From their homepage:

> Sharklet is the world’s first technology to inhibit bacterial growth through pattern alone. The Sharklet surface is comprised of millions of microscopic features arranged in a distinct diamond pattern. The structure of the pattern alone inhibits bacteria from attaching, colonizing and forming biofilms. Sharklet contains no toxic additives or chemicals, and uses no antibiotics or antimicrobials.

Yes, it's a great example of the value of biomimicry.
Did you find any info specifically about boat hulls? I’m seeing mostly medical devices on their page.
Any intuition that justifies the diamond shape? In sharks each diamond is a scale, but maybe a regular rectangular pattern works just as well.
In 3D characters animation, everything needs to be decomposed into "quads". Polygonal faces with more than 4 sides start behaving really weirdly under deformation -- there's more than one solution for how the resulting surface should be shaped -- whereas "quads" behave in a totally predictable fashion. I suspect that similar issues are at play here. You want the skin to be part of a deformable surface, and you want to minimize stresses during deformation. Hence: use quads.
Except in 3d animation you use almost exclusively triangles when actually rendering anything. A quad can be subdivided in two ways to form two triangles leading to unpredictable behaviour.

That said, during modelling you almost exclusively create quads since those lend themselves well to editing with edge loops. The render engine then converts those to (unambiguous) triangles.
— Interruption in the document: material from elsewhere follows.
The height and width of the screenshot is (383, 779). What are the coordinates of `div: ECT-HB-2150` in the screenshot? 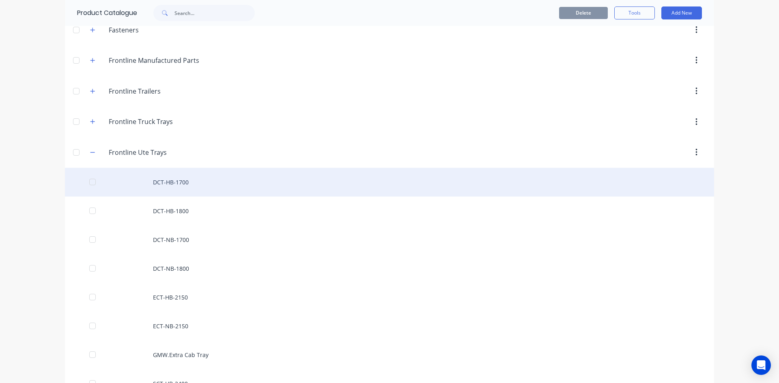 It's located at (389, 297).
That's true, but typically, quad-based models are not decomposed directly into triangles, but, rather, subdivision surfaces that do have a predictable resolution. In other words, a direct triangulation of a non-planar quad can be resolved in two contradictory ways -- but smoothing it out produces a hyperbolic paraboloid with just one consistent resolution.
That's only true for subdivision surface modelling which isn't the most common way to do it at any rate.
I wonder how durable it is.

"The primary Sharklet micropattern is very small – about 3 microns tall and 2 microns wide."

How long it lasts would be part of the cost vs benefit equation.